Since then, people have enjoyed sunbathing and tanning during leisure time, and studies of people’ s attitudes have indicated that, for many, a suntan means physical and emotional health and attractiveness (Borland, Marks, & Noy, 1992; Broadstock, Borland, & Gason, 1992;

Koblenzer, 1998).

1.6.2.1 Prevalence

Surveys of Swedish sunbathing habits have been made at irregular intervals and among different groups in the population. Summaries of random population-based surveys conducted in Sweden, including information about author, year, sample, method, and frequency of

(18)

16

extensive sunbathing, are presented in Table 1. It is apparent from Table 1 that there are inconsistencies in the items used to assess sunbathing as well as in the response alternatives.

The way in which data are presented also varies between the studies. The frequency of sunbathing at different ages is also shown in Figure 4. The results are also dependent on the geographical region and the age groups from which the sample is drawn. Figure 4 gives an indication of the prevalence of sunbathing, and shows that sunbathing seems to be dependent on both age and gender.

0 10 20 30 40 50 60 70 80

13-14 15-16 17-18 19-20 21-25 26-30 31-35 36-40 41-45 45-50 51-60 61-70 > 70 Sweden 1996, Women (n=1405) Sweden 1996, Men (n=1210)

Stockholm 1998, Women (n=1689) Stockholm 1998, Men (n=1391) Stockholm 1999, Women (n=3584) Stockhom 1999, Men (n=3184) Stockholm 2001, Women (n=742) Stockholm 2001, Men (n=559)

Figure 4. Percentages of excessive sunbathing shown separately for men and women in four Swedish studies (Boldeman et al., 2001; Brandberg, Ullén, Sjöberg, & Holm, 1998; Bränström, Ullén, & Brandberg, 2003b)(Folkhälsoenkät 1998, data not published).

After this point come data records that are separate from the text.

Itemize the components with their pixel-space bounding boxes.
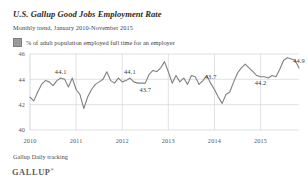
y-axis-tick-label: 44 — [18, 76, 25, 83]
chart-subtitle: Monthly trend, January 2010-November 201… — [13, 24, 133, 31]
x-axis-tick-label: 2015 — [254, 137, 267, 144]
chart-legend: % of adult population employed full time… — [13, 38, 175, 47]
data-point-label: 44.9 — [293, 57, 305, 64]
gallup-chart-figure: U.S. Gallup Good Jobs Employment Rate Mo… — [0, 0, 308, 181]
chart-plot-area: 4042444620102011201220132014201544.144.1… — [0, 48, 308, 148]
registered-mark: ® — [51, 167, 54, 172]
y-axis-tick-label: 40 — [18, 126, 25, 133]
source-note: Gallup Daily tracking — [13, 153, 68, 160]
x-axis-tick-label: 2011 — [70, 137, 83, 144]
data-point-label: 43.7 — [139, 86, 151, 93]
y-axis-tick-label: 42 — [18, 101, 25, 108]
line-chart-svg: 4042444620102011201220132014201544.144.1… — [0, 48, 308, 148]
page-title: U.S. Gallup Good Jobs Employment Rate — [13, 9, 162, 19]
data-point-label: 44.1 — [55, 68, 67, 75]
x-axis-tick-label: 2012 — [116, 137, 129, 144]
legend-label: % of adult population employed full time… — [26, 39, 175, 46]
gallup-logo: GALLUP® — [12, 167, 54, 177]
x-axis-tick-label: 2013 — [162, 137, 175, 144]
x-axis-tick-label: 2014 — [208, 137, 221, 144]
x-axis-tick-label: 2010 — [23, 137, 36, 144]
data-point-label: 44.2 — [255, 79, 267, 86]
brand-text: GALLUP — [12, 168, 51, 177]
y-axis-tick-label: 46 — [18, 50, 25, 57]
data-point-label: 44.1 — [124, 68, 136, 75]
data-point-label: 43.7 — [205, 73, 217, 80]
legend-swatch-icon — [13, 38, 22, 47]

Sunbathing appears to peak in late adolescence and women sunbathe more than men. However, comparisons of prevalence of sunbathing have limitations due to differences in the studied samples, items used for the measurement of sunbathing and the response format. Prospective assessments, using consistent items and response alternatives in various samples, are needed in order to make comparisons between groups possible and to evaluate preventive efforts in the population. A number of Swedish, random population-based studies on the frequency of sun exposure (Boldeman et al., 2001; Brandberg et al., 1998; Bränström et al.,

2003b)(Folkhälsoenkät 1998, data not published) are presented in Table 1.

1.6.2.2 Variables associated with outdoor sunbathing

A large number of studies have been conducted with the aim of finding relevant factors associated with sunbathing. The most important factors have been demographic, i.e. gender, age and skin sensitivity, although attitudinal and personality factors have also been found relevant in explaining sunbathing.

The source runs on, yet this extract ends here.